■ **Provided information**
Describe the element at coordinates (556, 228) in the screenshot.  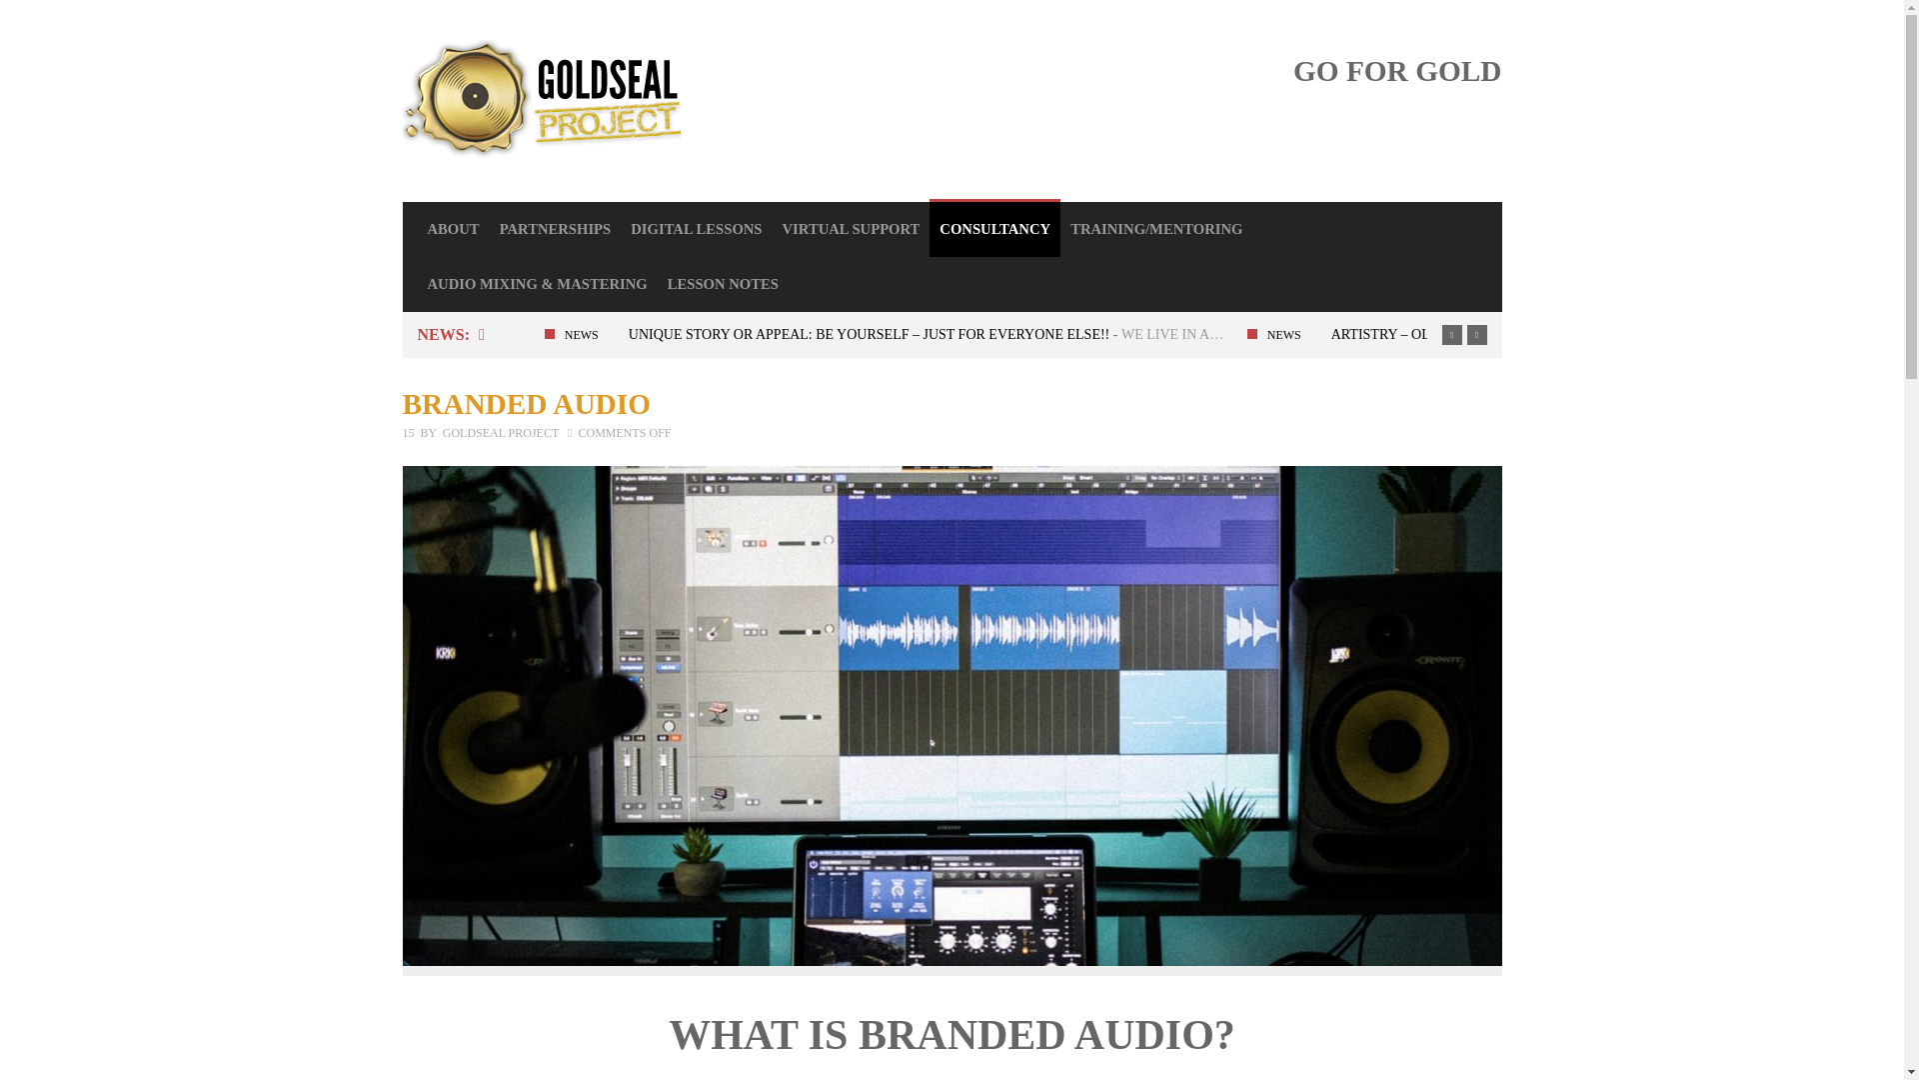
I see `PARTNERSHIPS` at that location.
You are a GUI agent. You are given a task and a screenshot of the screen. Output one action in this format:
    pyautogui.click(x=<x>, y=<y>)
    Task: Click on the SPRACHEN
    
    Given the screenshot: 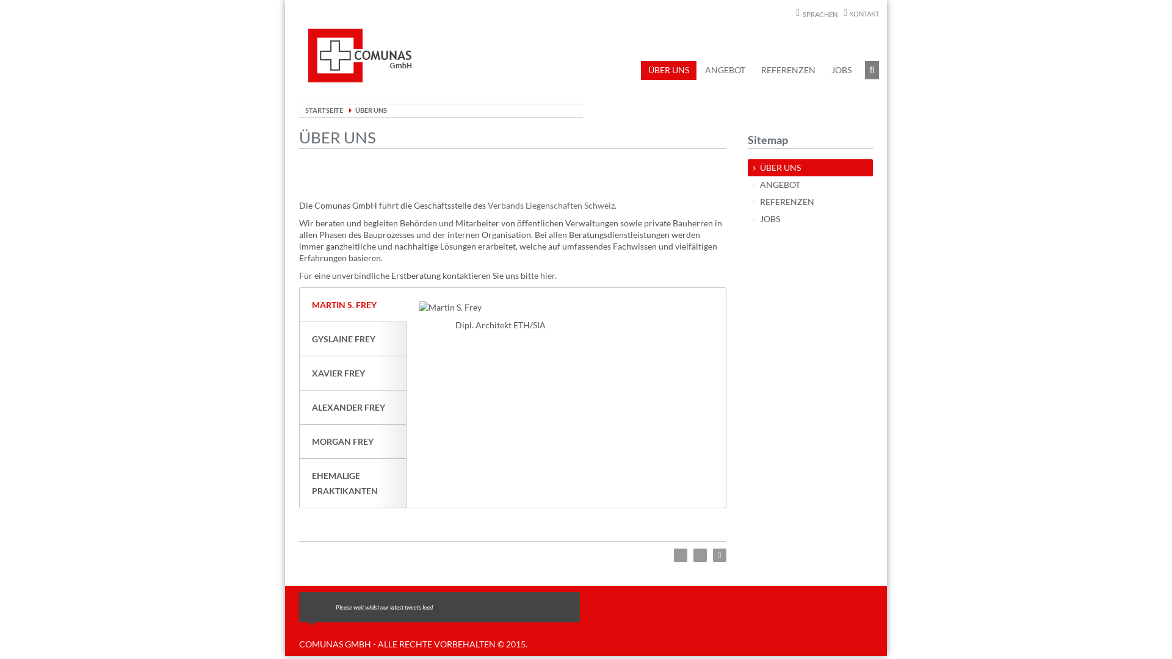 What is the action you would take?
    pyautogui.click(x=817, y=14)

■ **Instructions to follow**
Verbatim copy, pictures excluded: output the lines from the first line of the records above through the line containing "Task: Click on the SPRACHEN".

■ **Solution to this exercise**
Describe the element at coordinates (556, 228) in the screenshot.  
I see `PARTNERSHIPS` at that location.
You are a GUI agent. You are given a task and a screenshot of the screen. Output one action in this format:
    pyautogui.click(x=<x>, y=<y>)
    Task: Click on the SPRACHEN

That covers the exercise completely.